Natalia LL, exh.cat., Institut für Auslandsbeziehungen, Stuttgart (1991), Stuttgart, Institut für Auslandsbeziehungen, 1991
→Agata Jakubowska (ed.), Natalia LL. Consumer Art and Beyond, Varsovie, CSW Zamek Ujazdowski, 2017
Natalia LL, Galeria Foto Medium Art, Kraków, 2007
→Natalia LL – Opus Magnum, Ernst Muzeum, Budapest, 19 January – 18 March 2012
→Natalia LL. Sum ergo sum, Retrospektyva, Mykolas Zilinskas Art Gallery, Kaunas, 16 March – 22 April 2018
Polish photographer.
Natalia LL is one of the most prominent Polish feminist artists.

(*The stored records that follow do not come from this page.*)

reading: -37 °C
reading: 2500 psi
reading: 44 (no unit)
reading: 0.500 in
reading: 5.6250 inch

She studied at Wrocław Academy from 1957 to 1963. In addition to creating films, photographic series, performance pieces, and videos, she is the author of theoretical texts as well as the organizer of “Women’s Art”, the first international exhibition of women artists in Poland, in Wrocław in 1978. In 1970, she and other photographers and artists from the Polish neo-avant-garde, Zbigniew Dłubak, Andrzej Lachowicz and Antoni Dzieduszycki, founded the group and gallery Permafo (“permanent formalisation”), which remained active up to 1981 and which played a crucial role in the development of non-decorative photography.

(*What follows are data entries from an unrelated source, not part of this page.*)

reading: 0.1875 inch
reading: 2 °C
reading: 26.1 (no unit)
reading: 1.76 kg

LL began exploring erotic imagery in the late 1960s, inspired by her readings of Georges Bataille and the Marquis de Sade, but later moved toward a more conceptual approach to photography, with her famous series Consumer Art (1972-1974), which was presented at the 1975 Paris Biennale, followed by Post-Consumer Art (1975), in which practices of consumption, especially eating, are depicted through attitudes and imagery evocative of eroticism, pop culture, and mass media. In these series, the blonde-haired artist can be seen eating a banana or letting white fluid dribble down her chin.

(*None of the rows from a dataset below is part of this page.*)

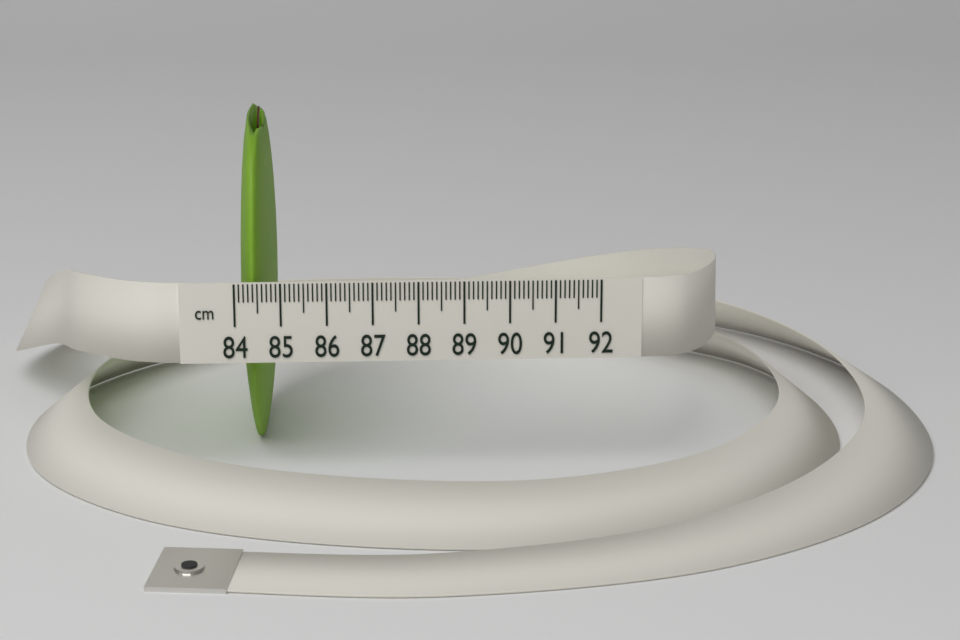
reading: 84.8 cm
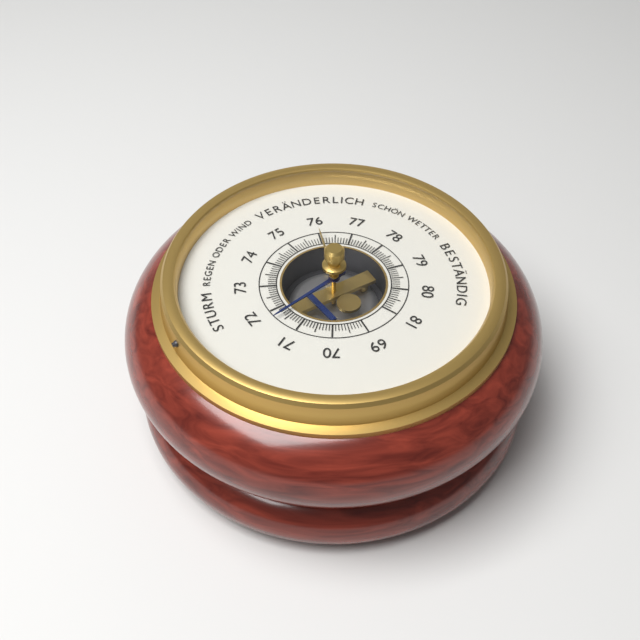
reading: 71.7 (no unit)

Her works display an analytical approach to conceptual art and sign language. She uses her face as a vehicle for a range of expressions, searching for variations that she then arranges into sequences of images. She continued to use pictures of herself through the 2000s, as well as religious and philosophical quotations. Her works were shown at the exhibitions La Photographie polonaise (Centre Georges-Pompidou, 1982) in Paris, and Europa, Europa (Kunst-und-Ausstellungshalle, 1994) in Bonn, and are featured in several international contemporary art collections.